The word “ account ” has no very clearly defined legal meaning. In Rensselaer Glass Factory v. Reid, 5 Cow. 587, 593, Sandford, C., said: “An account is no more than a list or catalogue of items, whether of debts or credits.”

The primary idea of “ account ” is some matter of debt, and credit, or of a demand in the nature of debt and credit between parties, arising out of contract, or of a fiduciary relation, or some duty imposed by law. It is none the less an account that all the items of charge are by one person against another, instead of being a statement of mutual demands of debit and credit, provided the charges arise out of contract, express or implied, or from some duty imposed by law.

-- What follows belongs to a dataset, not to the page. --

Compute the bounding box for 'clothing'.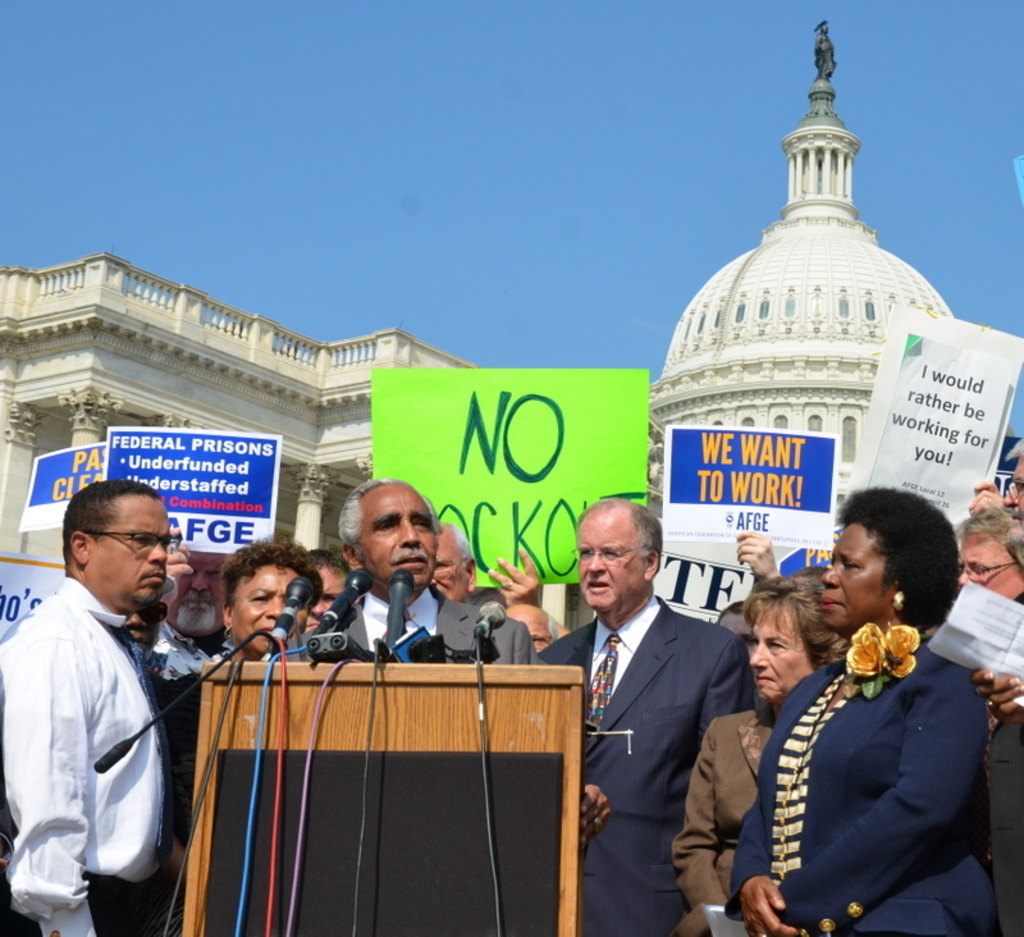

If the county was liable to the appellant, its liability grew out of the fact that he had performed certain services required of him, for which the law had fixed no certain compensation. The law imposed upon the board of commissioners the duty of annually allowing, within a certain limit, as they should deem proper, for such services, upon condition that the appellant should file a detailed statement of his charges, with items and dates. Such a statement constituted an account *289within the meaning of the statute. Harris v. Christian, 10 Pa. St. 233.

Filed Feb. 9, 1886.

If the appellant was entitled to coerce the allowance of all or any part of such account, his right to do so accrued at the end of each current year, upon the making out and presentation of such statement or account. The statute could not be prevented from running by failing to make it out when the right to do so accrued.

In the case of Moore v. State, ex rel., 55 Ind. 360, an action to recover from a clerk certain docket and unclaimed witness fees, the defendant successfully interposed the six years’ statute of limitations. It was there held that an action for breach of duty for failing to pay over money as the law required was barred by the six years’ statute. There was in that case neither contract nor mutuality of account, but the law imposed upon the clerk the duty of annually paying over all unclaimed witness fees, etc.

No reason occurs to us why the statute should not be held to apply in this case as in that, nor does it seem to us that the appellant’s account for services against the county stands on any different footing from that of any other claim for services which the law made it the duty of the board to allow upon proper presentation.

The judgment is affirmed, with costs.